Some of the most exciting sensing opportunities have come from military and biomedical research. The military has produced sensors that detect biological warfare agents such as anthrax down to the level of a single spore. Medical researchers, meanwhile, have developed biosensors that detect isolated binding events in single cells, in addition to variables like heart rate, respiratory function, and changes in enzyme levels. “We have a glaring, obvious opportunity to adapt these tools for environmental exposure assessment,” says David Walt, a professor of chemistry at Tufts University. “We can use them to monitor the ambient environment as well as personal exposure. We now have the capability to take all those measurements and link them together.”

Future sensing opportunities are nothing short of extraordinary.
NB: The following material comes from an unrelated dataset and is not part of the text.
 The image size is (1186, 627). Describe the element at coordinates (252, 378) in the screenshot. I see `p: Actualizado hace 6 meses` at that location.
Subjects could be injected with nanoscale biosensors that light up when they detect exposure-induced molecular changes. “After a period of time, a blood sample could be taken, the biosensors could be fished out, and you’d see precisely what you’d been exposed to,” Walt speculates. “The techniques are available now, but they haven’t been addressed to environmental exposure.” Some biosensors outfitted with microtransducers could relay information about cellular changes with electronic signals, he adds. “And in those cases you might not even have to take the blood sample—you could read an integrated signal of all the particles in an interrogation zone right through the skin.”

William Haskell, a professor at the Stanford University School of Medicine, proposes to create a portable device that measures physical activity, pollution exposure, and other variables simultaneously in real time. The sensing instruments, he suggests, could be loaded onto a GPS-enabled cell phone into which subjects could record their diet and other pertinent information using the keypad.
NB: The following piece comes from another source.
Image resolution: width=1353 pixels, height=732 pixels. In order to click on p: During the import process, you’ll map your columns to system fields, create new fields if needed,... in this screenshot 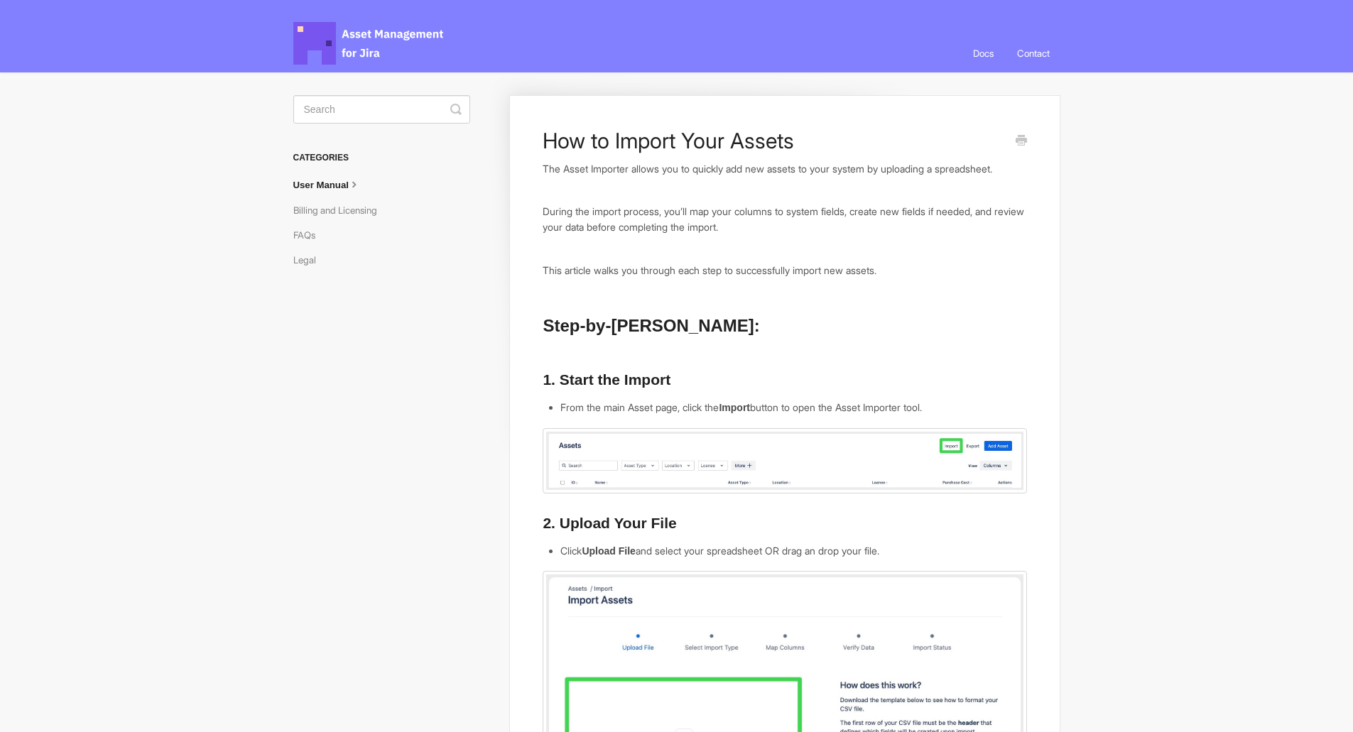, I will do `click(784, 219)`.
Haskell is collaborating on the concept with Stephen Intille, a research scientist at the Massachusetts Institute of Technology who’s been developing wireless motion sensors to measure a variety of human behaviors. Their immediate goal is to create cell phone–adaptable software that distinguishes whether someone is walking, riding a bike, working in the yard, or doing something else, all according to how their physical motions affect heart rate, and how they accelerate and decelerate over time. That capability, along with GPS and sensors that detect chemicals in the cell phone’s immediate vicinity, could give scientists unprecedented access to the locations, activities, diets, and chemical exposures of individuals in a given cohort.

What would scientists do with that information? “Say you were a pediatrician in Los Angeles,” Haskell proposes, “and you wanted to understand what triggers asthma in kids. With these more advanced technologies you could plot their activity patterns against pollution exposure levels. That would allow you to draw a personal profile that, upon being transmitted by the cell phone, could be automatically downloaded onto a server. We could use that information to determine the specific components in air pollution that trigger asthma in high-risk individuals. We have the technical capability to do this now; it’s just a matter of pulling the resources together for this particular purpose.”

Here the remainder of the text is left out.